For all its cartoony looks, there’s a lot going on in Drake Hollow. Resources must be carefully monitored to make sure your drakes – which need more food, water, and entertainment as they get older and larger – are happy and healthy. You’ll need to keep an eye out for a raid timer on the right side of the screen, as this will let you know when creatures are approaching your camp and give you a chance to travel back to defend it.
There are countless bits and bobs to pick up, from the standard wood and twigs you get from chopping down trees to more processed crafting materials like shoelaces and bits of upholstery. There’s the constant creeping sense that you’re not paying enough attention to any one of a dozen meters that are always ticking down, which winds up being a pretty definite nudge toward playing Drake Hollow’s co-op mode.
I haven’t been able to test this element of Drake Hollow yet, but it’s not hard to imagine it hitting the familiar rhythms of Save the World.
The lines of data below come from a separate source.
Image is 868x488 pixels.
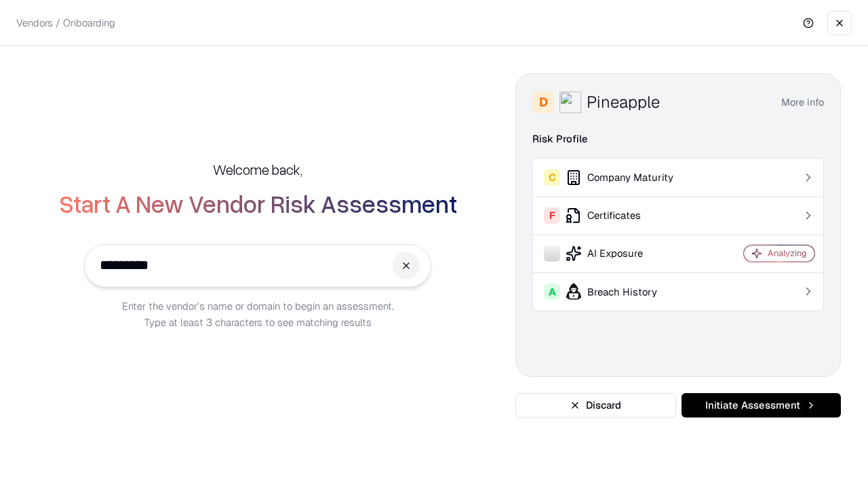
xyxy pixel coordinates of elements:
[544,283,561,299] div: A
[544,245,705,262] div: AI Exposure
[544,207,561,224] div: F
[516,393,676,417] button: Discard
[560,91,582,113] img: Pineapple
[532,91,554,113] div: D
[781,90,824,114] button: More info
[587,91,660,113] div: Pineapple
[122,298,394,331] p: Enter the vendor’s name or domain to begin an assessment. Type at least 3 characters to see match...
[59,190,457,217] h2: Start A New Vendor Risk Assessment
[544,169,561,186] div: C
[768,248,807,259] div: Analyzing
[544,169,705,186] div: Company Maturity
[213,160,302,179] h5: Welcome back,
[544,283,705,299] div: Breach History
[544,207,705,224] div: Certificates
[532,131,824,147] div: Risk Profile
[682,393,841,417] button: Initiate Assessment
[17,16,115,30] p: Vendors / Onboarding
Four players split up to explore islands and pick up resources, returning to camp to stash loot and fend off raids as a team. The Molasses Flood promises there are more challenges in store, too – as you get close to completing each one-square-mile region, you’ll eventually attract the attention of a powerful boss monster.
After that, there’s still more: new regions, new seasons, and new stuff to collect. You’ll take your drakes and the village you’ve built with you into subsequent areas, which are sure to hold further mysteries. A ghostly cat sitting atop a refrigerator in an abandoned house hints at some secret I’ve yet to discover, but in the meantime there’s the constant sense of building, maintaining, and caring for the little settlement I’ve established in the first zone to keep me contented. There’s a gratifying, organic feeling to the way your boundaries for exploration expand alongside the growth of your home base, and the relationship between these forms the core of what makes Drake Hollow so satisfying – you’re not just exploring, you’re finding materials that you can use back home. And you’re not just building more structures at camp, you’re creating a network to support exploring uncharted islands.
Save the World certainly has its charms, but with Fortnite’s strange, original mode heading out to pasture, it’s a relief to find a game that’s taking some of its good ideas and pulling them in a new direction. If you’ve been down about the state of Save the World, Drake Hollow could always use your help. It’ll be coming to Steam later this year.